Why Companies Abandon Their Strength—and Burn Their Brand in the Process
A prospect told me they were entering a new market to, as they put it, “keep their machines busy.” They had acquired a company with production capabilities—but instead of leveraging their proven strength in customization, they chose to chase volume in a saturated, price-driven market.
I tried, gently, to explain why that move doesn’t make sense.
Two salesmen, no brand strategy, and a hope that the big players would turn their heads and notice? That’s not how you win. That’s how you waste time, dilute your brand, and end up with a warehouse full of product and no identity.
Too many companies confuse activity with strategy. They think keeping busy is the same as being productive.
But staying busy for the sake of busy is how good companies become irrelevant. And in the rush to justify asset utilization, they forget to ask the most important question: What business are we really in?
The Asset-Driven Trap
The thinking usually goes like this: we bought machines, so we better use them. That’s an asset-driven mindset. But keeping machines running is not a strategy. It’s a reaction. Strategy isn’t about next month’s schedule. It’s about where your brand stands five years from now.
I remember early in my career, I read about the president of a major Japanese brand say this: “I’m willing to lose money for ten years in this market as long as at the end of ten years I am the dominant brand.” I thought at the time, “Who can lose money for ten years?” It was some time after that when the answer dawned on me: the company that’s playing the long game to win everything.
We once had a client try to enter the jan-san market with a high-end soap dispenser—brass, beautifully designed, $350 MSRP. The problem? That jan-san market runs on a completely different model. Dispensers are given away for free in exchange for the annuity of soap refills. We did the research. We told our client. They did it anyway. Two years later, they exited with a bruised brand and lost ground they never recovered.
Volume without value is a short runway. And when your differentiation is customization, why abandon that to become just another player in a race to the bottom?
When Everything Is a Commodity
This isn’t rare. More and more companies are abandoning their edge to play in markets where the only winners are the lowest-cost providers. But in that world, the game isn’t built for anyone but giants.
In today’s world, just about everything can be commoditized. Speed, price, materials—they’re all available somewhere else. But smart companies don’t lead with these characteristics. They lead with meaning. With design. With the kind of value that’s hard to replicate.
Kevin Roberts of Saatchi & Saatchi called these kinds of companies Lovemarks. You take away a brand, and people find a substitute. You take away a Lovemark, and people protest. If your brand is known for innovation and creative solutions, why would you willingly trade that in for sameness?
Two Salesmen Don’t Win a War
I was told, “We’ve got two guys who can go out and turn this our way.” Two salesmen don’t win a war. Ten salesmen don’t win it either. No amount of feet on the street will win anything without the right strategy. Not without air cover, logistics, and a story that aligns with the market.
Sales isn’t strategy. Sales is what happens after strategy.
Without a broader vision, even great salespeople are just reacting to what the customer thinks they want. And that’s how a company starts chasing competitors instead of leading them.
What’s the rule of branding? The first brand into the brain, on average, gets twice the long-term market share of the No. 2 brand and twice again as much as the No. 3 brand. There are enormous advantages in being first—and if you were first, as this company was, you held an unduplicated position.
Amazon Did It. But There’s Only One Amazon.
Yes, Amazon is the counterpoint. They kept value and volume, and they own the infrastructure to move nearly anything anywhere. But Amazon didn’t build machines. They built a platform. Their strategy wasn’t about running equipment. It was about owning the customer relationship end to end—and betting on loyalty long before profits appeared.
Strategy is like that. If you formulate the right strategy, nothing should distract you from it.
You’re not competing on all levels. And trying to mimic Amazon volume logic without a platform to support it? That’s just operational noise masquerading as growth.
How to Recover
If a company made the move already—bought the factory, hired the people, entered the market—you’re not doomed. But you need to re-center your strategy.
- Reconnect with core value. Why do customers choose your company over others?
- Reposition the commodity product in a way that aligns with the brand promise.
- Support it with strategy: clear messaging, strategic partnerships, and a renewed focus on customization.
- Don’t assume volume is the goal. Margin, loyalty, and differentiation are far better targets.
The Takeaway
When a company chases volume without vision, the company burns the brand. While the chase may keep the machines running—the outcome will be producing less and less of what people actually value.
Ask yourself: Are we building value, or just burning electricity?
Strategy isn’t about staying busy. It’s about staying relevant.
Hard work, this strategy thing. Let me hear what you think.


Task goal — Among the lines below, list those containing the string "nsubclavian".

(Items listed in a dataset)

####################

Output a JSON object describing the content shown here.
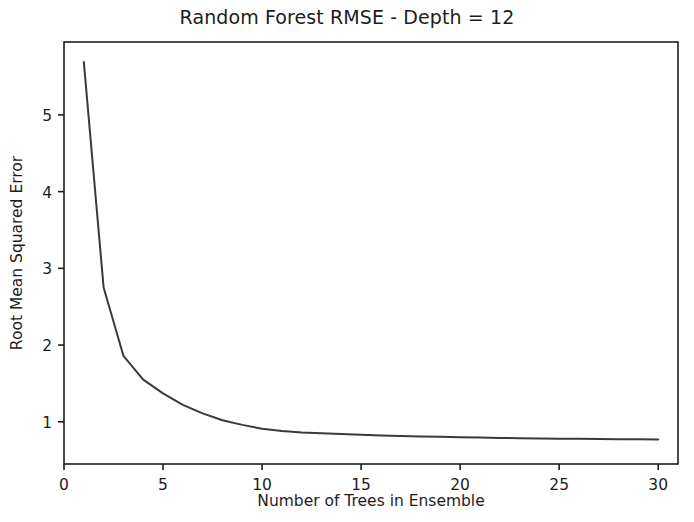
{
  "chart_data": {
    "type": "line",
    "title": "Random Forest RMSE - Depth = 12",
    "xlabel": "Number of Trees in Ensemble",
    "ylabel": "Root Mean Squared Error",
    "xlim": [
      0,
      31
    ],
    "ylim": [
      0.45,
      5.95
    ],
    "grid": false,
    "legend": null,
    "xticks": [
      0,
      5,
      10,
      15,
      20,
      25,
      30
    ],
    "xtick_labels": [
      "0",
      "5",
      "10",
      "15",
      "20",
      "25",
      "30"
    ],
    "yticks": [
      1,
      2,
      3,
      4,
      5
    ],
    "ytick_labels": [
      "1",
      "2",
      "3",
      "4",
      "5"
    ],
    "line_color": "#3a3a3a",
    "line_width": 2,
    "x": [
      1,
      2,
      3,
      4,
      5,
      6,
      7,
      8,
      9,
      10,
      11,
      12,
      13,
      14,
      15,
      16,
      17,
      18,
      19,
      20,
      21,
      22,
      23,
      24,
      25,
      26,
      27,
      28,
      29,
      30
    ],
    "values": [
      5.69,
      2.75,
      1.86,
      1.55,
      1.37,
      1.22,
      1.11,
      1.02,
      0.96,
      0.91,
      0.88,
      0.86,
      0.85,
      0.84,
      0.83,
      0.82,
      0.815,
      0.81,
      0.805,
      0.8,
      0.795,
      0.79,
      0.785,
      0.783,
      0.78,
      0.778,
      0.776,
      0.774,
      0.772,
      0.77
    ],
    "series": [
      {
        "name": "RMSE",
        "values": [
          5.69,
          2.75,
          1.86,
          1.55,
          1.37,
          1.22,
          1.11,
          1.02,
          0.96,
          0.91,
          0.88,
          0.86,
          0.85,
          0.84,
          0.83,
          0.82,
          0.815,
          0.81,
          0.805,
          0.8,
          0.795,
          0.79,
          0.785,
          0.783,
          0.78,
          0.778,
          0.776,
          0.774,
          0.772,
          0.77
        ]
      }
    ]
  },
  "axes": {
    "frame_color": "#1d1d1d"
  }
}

####################

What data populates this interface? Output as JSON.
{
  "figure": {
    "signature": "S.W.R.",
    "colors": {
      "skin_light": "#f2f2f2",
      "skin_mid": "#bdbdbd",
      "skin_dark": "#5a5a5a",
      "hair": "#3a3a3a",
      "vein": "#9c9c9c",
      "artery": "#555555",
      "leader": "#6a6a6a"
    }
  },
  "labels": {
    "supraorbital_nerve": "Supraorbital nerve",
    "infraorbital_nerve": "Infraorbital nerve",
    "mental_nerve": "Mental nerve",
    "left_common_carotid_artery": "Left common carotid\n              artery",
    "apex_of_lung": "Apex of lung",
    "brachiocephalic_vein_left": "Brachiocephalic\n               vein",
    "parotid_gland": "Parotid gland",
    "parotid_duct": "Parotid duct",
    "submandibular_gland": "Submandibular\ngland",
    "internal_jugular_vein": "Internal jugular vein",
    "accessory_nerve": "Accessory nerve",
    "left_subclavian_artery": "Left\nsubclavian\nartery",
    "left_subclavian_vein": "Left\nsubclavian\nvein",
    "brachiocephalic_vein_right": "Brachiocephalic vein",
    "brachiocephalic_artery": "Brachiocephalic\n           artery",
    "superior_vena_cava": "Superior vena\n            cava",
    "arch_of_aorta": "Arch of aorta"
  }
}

####################

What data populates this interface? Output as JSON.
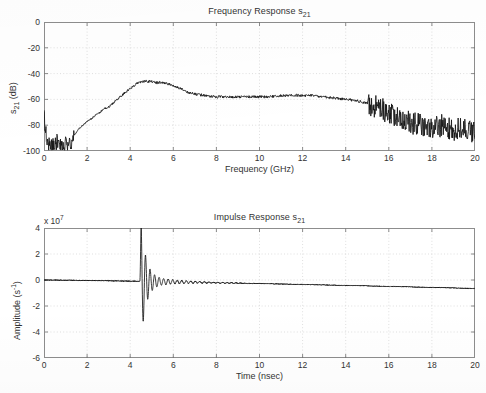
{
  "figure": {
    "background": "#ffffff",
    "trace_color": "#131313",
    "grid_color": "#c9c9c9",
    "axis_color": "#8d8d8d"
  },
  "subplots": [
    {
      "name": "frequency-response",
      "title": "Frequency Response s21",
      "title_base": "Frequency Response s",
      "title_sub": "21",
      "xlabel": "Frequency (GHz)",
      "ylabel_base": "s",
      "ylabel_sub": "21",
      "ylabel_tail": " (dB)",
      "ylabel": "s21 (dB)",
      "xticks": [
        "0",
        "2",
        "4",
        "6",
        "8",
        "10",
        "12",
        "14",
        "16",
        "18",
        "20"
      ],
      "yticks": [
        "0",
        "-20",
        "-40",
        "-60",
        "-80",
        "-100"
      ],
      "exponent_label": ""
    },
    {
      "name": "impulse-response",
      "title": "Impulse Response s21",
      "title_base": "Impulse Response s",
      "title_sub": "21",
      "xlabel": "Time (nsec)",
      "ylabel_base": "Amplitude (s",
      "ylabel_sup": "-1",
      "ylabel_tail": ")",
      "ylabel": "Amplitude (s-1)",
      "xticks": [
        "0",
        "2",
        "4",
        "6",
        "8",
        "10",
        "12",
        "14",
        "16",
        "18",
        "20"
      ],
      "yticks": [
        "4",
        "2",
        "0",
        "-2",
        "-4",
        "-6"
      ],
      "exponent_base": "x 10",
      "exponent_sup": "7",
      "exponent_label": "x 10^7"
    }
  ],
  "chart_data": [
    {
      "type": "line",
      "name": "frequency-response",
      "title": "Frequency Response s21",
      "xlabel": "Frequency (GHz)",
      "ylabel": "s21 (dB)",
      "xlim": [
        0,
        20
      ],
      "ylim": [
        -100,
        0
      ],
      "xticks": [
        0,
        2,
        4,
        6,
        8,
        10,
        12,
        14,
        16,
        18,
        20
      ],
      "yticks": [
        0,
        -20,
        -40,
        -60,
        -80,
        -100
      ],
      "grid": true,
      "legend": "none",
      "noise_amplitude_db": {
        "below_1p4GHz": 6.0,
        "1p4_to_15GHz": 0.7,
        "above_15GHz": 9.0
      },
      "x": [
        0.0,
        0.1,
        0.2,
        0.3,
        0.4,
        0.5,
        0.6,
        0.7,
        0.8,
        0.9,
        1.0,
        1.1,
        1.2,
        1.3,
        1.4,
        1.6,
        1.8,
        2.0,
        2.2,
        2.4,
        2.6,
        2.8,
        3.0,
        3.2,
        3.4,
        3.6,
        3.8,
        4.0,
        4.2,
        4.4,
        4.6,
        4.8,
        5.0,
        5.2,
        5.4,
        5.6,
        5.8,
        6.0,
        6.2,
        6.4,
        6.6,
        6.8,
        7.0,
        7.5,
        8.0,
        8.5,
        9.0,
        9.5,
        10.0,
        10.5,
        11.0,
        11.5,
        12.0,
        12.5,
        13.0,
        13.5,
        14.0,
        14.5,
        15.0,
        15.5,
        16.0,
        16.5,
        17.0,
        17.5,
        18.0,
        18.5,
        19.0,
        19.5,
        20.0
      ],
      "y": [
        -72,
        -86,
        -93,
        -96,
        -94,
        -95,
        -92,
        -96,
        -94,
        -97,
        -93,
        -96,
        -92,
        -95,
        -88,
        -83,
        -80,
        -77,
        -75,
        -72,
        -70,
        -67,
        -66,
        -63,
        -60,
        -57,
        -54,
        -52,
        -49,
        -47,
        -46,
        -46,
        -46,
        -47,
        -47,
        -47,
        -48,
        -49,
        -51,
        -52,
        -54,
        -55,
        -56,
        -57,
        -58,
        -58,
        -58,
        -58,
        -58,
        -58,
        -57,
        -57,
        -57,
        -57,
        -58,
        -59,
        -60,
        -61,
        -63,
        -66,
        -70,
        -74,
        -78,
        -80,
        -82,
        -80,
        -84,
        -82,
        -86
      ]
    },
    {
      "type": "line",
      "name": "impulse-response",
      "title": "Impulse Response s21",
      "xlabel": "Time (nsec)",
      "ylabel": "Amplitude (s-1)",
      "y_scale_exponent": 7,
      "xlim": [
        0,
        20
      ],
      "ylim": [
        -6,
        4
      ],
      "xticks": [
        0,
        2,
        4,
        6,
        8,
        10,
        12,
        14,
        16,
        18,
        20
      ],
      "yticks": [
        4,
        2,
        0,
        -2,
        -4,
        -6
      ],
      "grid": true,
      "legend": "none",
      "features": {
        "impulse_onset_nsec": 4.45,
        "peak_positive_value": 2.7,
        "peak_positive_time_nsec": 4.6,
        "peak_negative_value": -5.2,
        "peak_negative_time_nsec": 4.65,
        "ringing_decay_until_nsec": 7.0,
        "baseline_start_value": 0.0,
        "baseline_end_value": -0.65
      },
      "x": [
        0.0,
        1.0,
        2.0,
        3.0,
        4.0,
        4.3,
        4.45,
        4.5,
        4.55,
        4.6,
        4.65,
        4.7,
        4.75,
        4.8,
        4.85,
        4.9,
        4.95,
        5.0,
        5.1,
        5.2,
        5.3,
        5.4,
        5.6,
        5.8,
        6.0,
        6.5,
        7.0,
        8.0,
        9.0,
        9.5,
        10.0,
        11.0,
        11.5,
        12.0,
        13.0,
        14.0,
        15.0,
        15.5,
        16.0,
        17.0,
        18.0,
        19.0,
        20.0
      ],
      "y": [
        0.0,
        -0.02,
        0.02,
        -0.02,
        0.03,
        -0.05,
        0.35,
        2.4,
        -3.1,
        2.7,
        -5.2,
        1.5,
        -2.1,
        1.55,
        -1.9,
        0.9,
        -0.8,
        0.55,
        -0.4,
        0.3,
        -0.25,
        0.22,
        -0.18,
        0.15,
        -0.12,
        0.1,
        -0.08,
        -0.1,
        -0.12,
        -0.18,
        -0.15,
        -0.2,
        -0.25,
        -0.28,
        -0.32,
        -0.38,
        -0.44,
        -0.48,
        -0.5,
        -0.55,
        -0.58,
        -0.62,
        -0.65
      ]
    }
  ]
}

####################

Solution to this exercise —
    "left_subclavian_artery": "Left\nsubclavian\nartery",
    "left_subclavian_vein": "Left\nsubclavian\nvein",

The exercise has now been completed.